The phone is ringing off the hook and Alyson Linville won’t answer it. She feels pestered by pollsters and political parties eager to know whether she backs Barack Obama or Mitt Romney.
Linville, a 49-year-old mother and wife who works for the local school district, is a swing voter in a swing county in a swing state that’s critical to a very tight US presidential race.
Home is about an hour’s drive from Washington, in a suburb that is affluent, leafy green and split roughly in half between Republicans and Democrats.
Linville voted for Obama in 2008, and even stuck a Vote Obama sign on her front lawn.
But that was four years ago. Now, with the economy still sputtering, she says: “I wish I would have heard how Obama is going to be doing things differently in a second term.”
Linville harbors doubts about the Republican challenger, too.
She spoke to AFP at a Romney rally. The previous week, Michelle Obama spoke right down the street. In September, Romney’s wife Ann stopped by, and in August it was President Obama himself.
Politically speaking, it can get crowded around here.
The way the US electoral system is designed means presidential candidates only campaign in a dozen or so states, largely ignoring the rest of the 50 that make up the United States.
The president is in fact elected by an electoral college made up of delegates from each state, and no matter how small the margin of victory in a given state, the winner gets all of that state’s electoral votes.
Ones that always vote Democrat, such as California, or consistently Republican, like Texas, do not get a lot of attention. Instead, the candidates court voters in states that can go one way or the other.
This year the most coveted jewels include Virginia, Ohio, Florida and Pennsylvania. Humongous sums are being spent to woo people there.
In Virginia, for instance, the Obama and Romney campaigns have already spent $70 million in ads. In New Mexico, by contrast, which is solid Obama country, the total outlay is exactly zero.
“It’s kind of fun.
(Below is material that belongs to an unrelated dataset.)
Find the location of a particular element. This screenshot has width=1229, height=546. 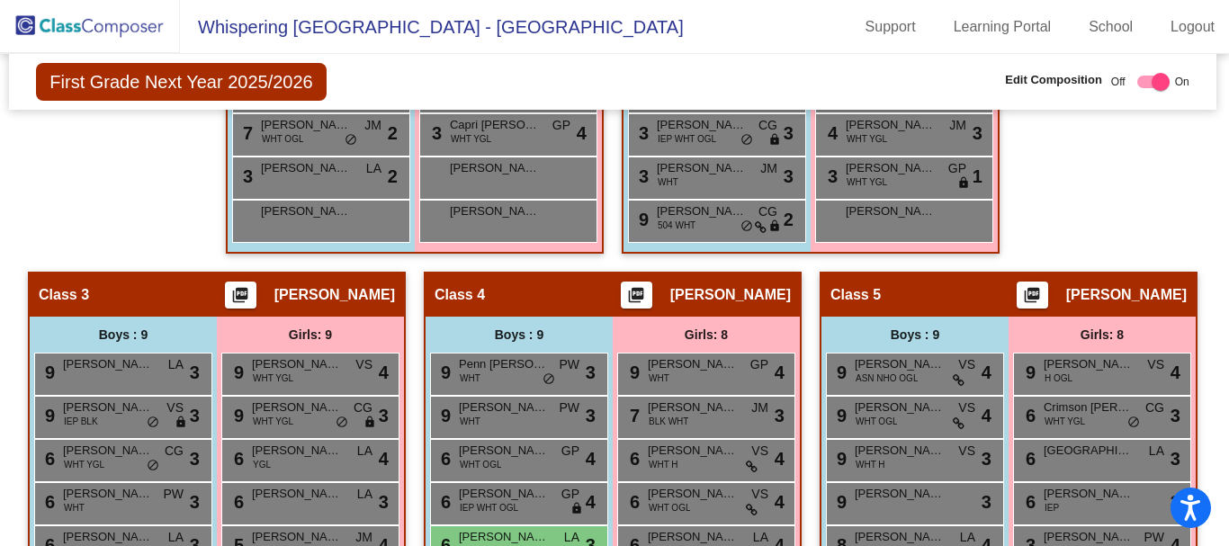

span: lock is located at coordinates (775, 227).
We feel pretty important. We feel like we really are the swing county in a swing state,” said Linville, referring to surrounding Loudon County.
But if seeing a candidate up close is a treat, hearing them ten times a day on TV becomes challenging.
You really do need a calculator to measure how intensely Loudon County voters are being mobbed.
Just in the week that Linville saw Mitt Romney, the Obama campaign and its allies spent $4.1 million on TV advertising in Virginia. The Romney team dished out $4.4 million, according to a data base on the National Journal website.
To this one must add the money spent by national parties, candidates for the senate and Planned Parenthood or same-sex marriage advocates, says the Sunlight Foundation, a group that promotes transparency in electoral spending.
For the average TV viewer this gush of money translates into dozens of ads a day, concentrated in the morning and evening and interspersed with all the other car, medicine and other ads on American television.
When Linville, who is independent, and her Republican husband turn off the TV and go to get the mail, the avalanche keeps spilling out of the mailbox.
“It’s bombarded. We get probably five to ten mailers per day in our mail, every day. We also get at least four to five to six calls a night,” she said, adding that she tells her husband: “Don’t answer it, don’t answer it.”
Armies of volunteers and paid staffers take turns reaching out to voters like Linville from the 27 offices that the Obama campaign has set up in Virginia.
Hundreds more call from home using mobile apps that allow them to avoid footing the cost themselves.
Each conversation is tallied in a data base of people who might conceivably vote for Obama and must be contacted again to urge them to get out and vote, either early, as some states allow, or on election day on November 6.
But as that day approaches, Linville’s vote remains up for grabs. To hear her tell it, it’s been like a pinball game.
She says Romney used to sound moderate to her as governor of Massachusetts, and she liked that, but then he turned “the extreme right Romney.” That pushed her back toward Obama.
But in the last month, she says, Romney has sounded more moderate, like a man who can work with Congress and get things done, whereas Obama has not.
But Romney, in turn, remains tight-lipped on things like how he would close tax loopholes for the rich to offset a tax cut he advocates. So Linville continues to sit on the fence, and watch.
“I keep waiting for something to switch me. I just don’t know. I don’t know,” said Linville.